We’ve all heard that happen or it’s happend to us.

Well, you’re no longer allowed to let it happen to you. You can’t stop yourself from forgetting details. But your assignment now is to recover as best you can and go right back into storytelling mode:

"… and so Bob stayed in his room for three days! (Pause.) Oh, shit! I forgot to tell you that his house was being fumigated. That’s right! Workmen had covered his house with one of those giant tarps, and they’d warned him to stay out. His whole house was filled with toxic fumes, but Bob wedged a towel under his door…"

SInce you’re learning (and you should always be learning), the worst case scenario is that you start over again. That may be embarrassing, but do it anyway. "Sorry. I screwed up the story. But I really want to tell it.
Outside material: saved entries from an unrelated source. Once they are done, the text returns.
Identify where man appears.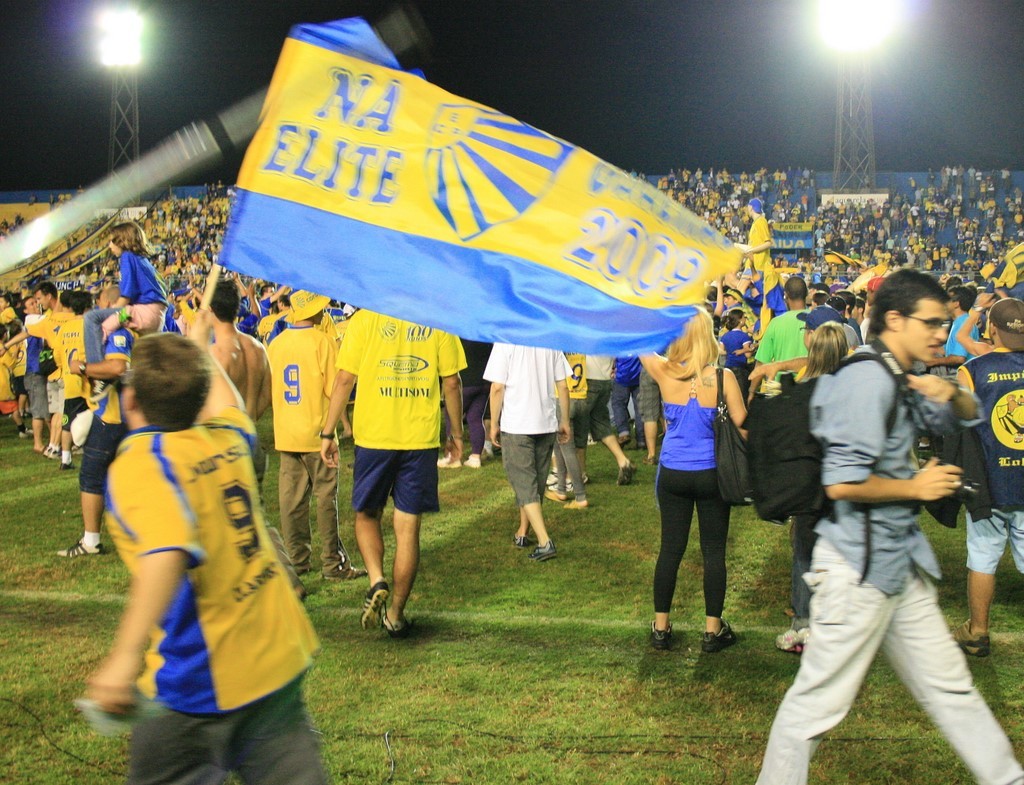
Appears at locate(19, 294, 56, 450).
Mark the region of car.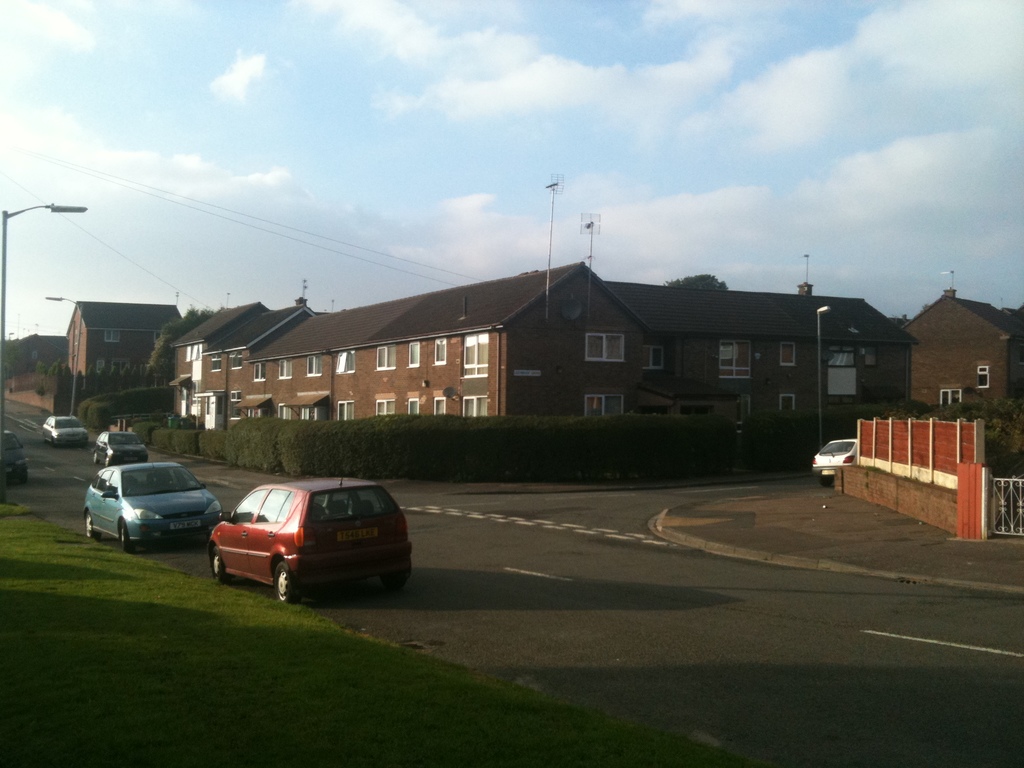
Region: 206,474,412,605.
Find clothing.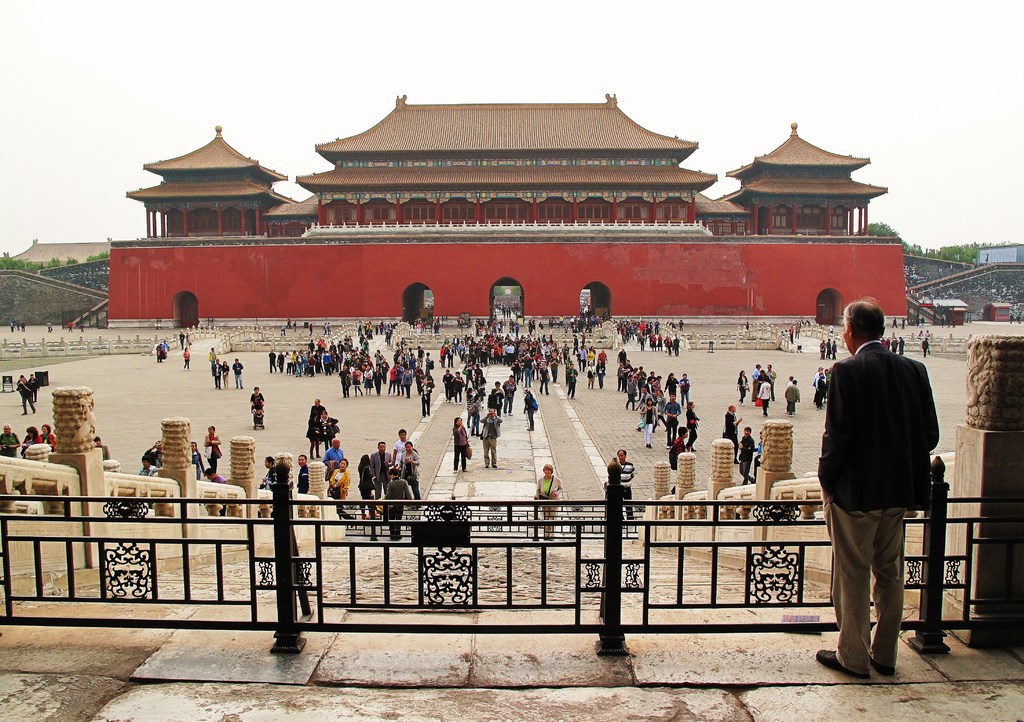
[320,443,345,465].
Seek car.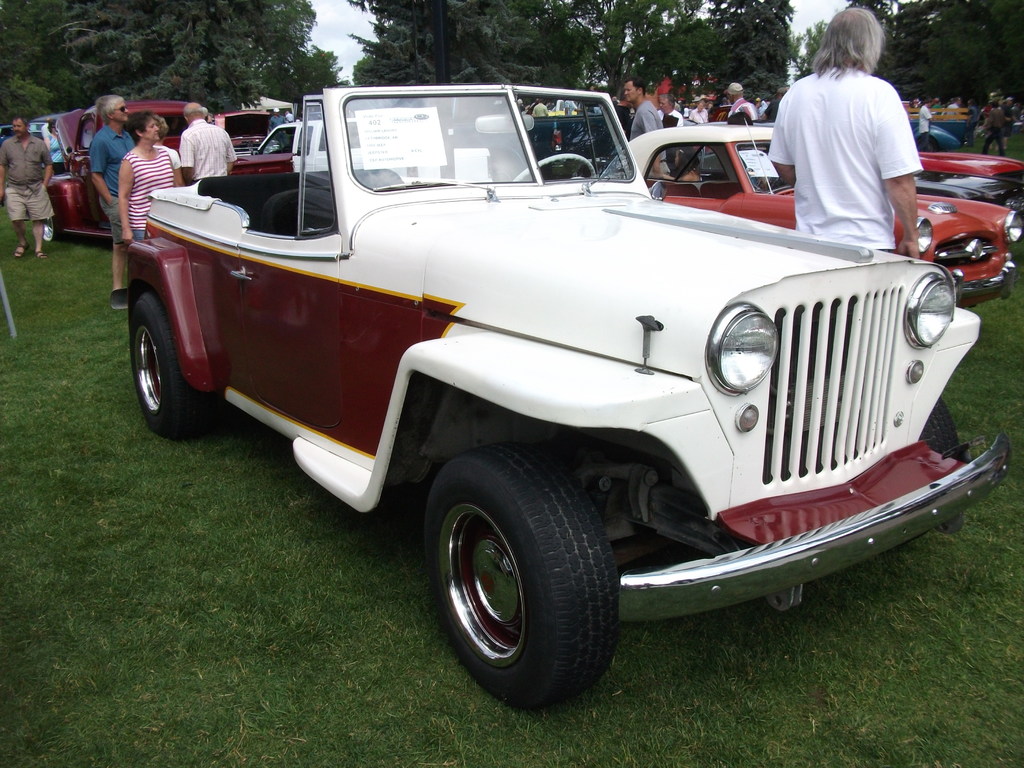
l=42, t=100, r=294, b=243.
Can I start over?" Your friends will say yes. 

You are not allowed to fail.

You are only allowed to fail and try again.

Front-load your stories with key information

"This amazing thing happened to me, yesterday, when I was on my way to the bank — you know, that one Eighth Avenue, by the Starbucks? Anyway, this was at about three o’clock or maybe three-thirty. What time did we meet for drinks? Four? It must have been earlier, then…"

Arg!

Even if you can’t help spluttering and digressing, try to give your listener some information upfront: who, what, and a question if possible. That way, the worst case scenario is that the derails will build some tension:

"You’re not going to believe who I met, yesterday! Bob! He was carrying this huge, bulky package. I was on my way to the bank — you know, that one on Eighth Avenue…"

Tell it again and again and again

Good storytellers refine their tales. Make sure you’re not trying to tell new stories every time. Stories get better and better through retellings. I can’t always remember who has sat through one of my stories in the past, so I ask: "This funny thing happened to me when I flew to Oregon. Have I told you this? No? Good…"

Sometimes someone says, "Yes, but tell me again!"

The post How To Become An Awesome Storyteller appeared first on Caveman Circus.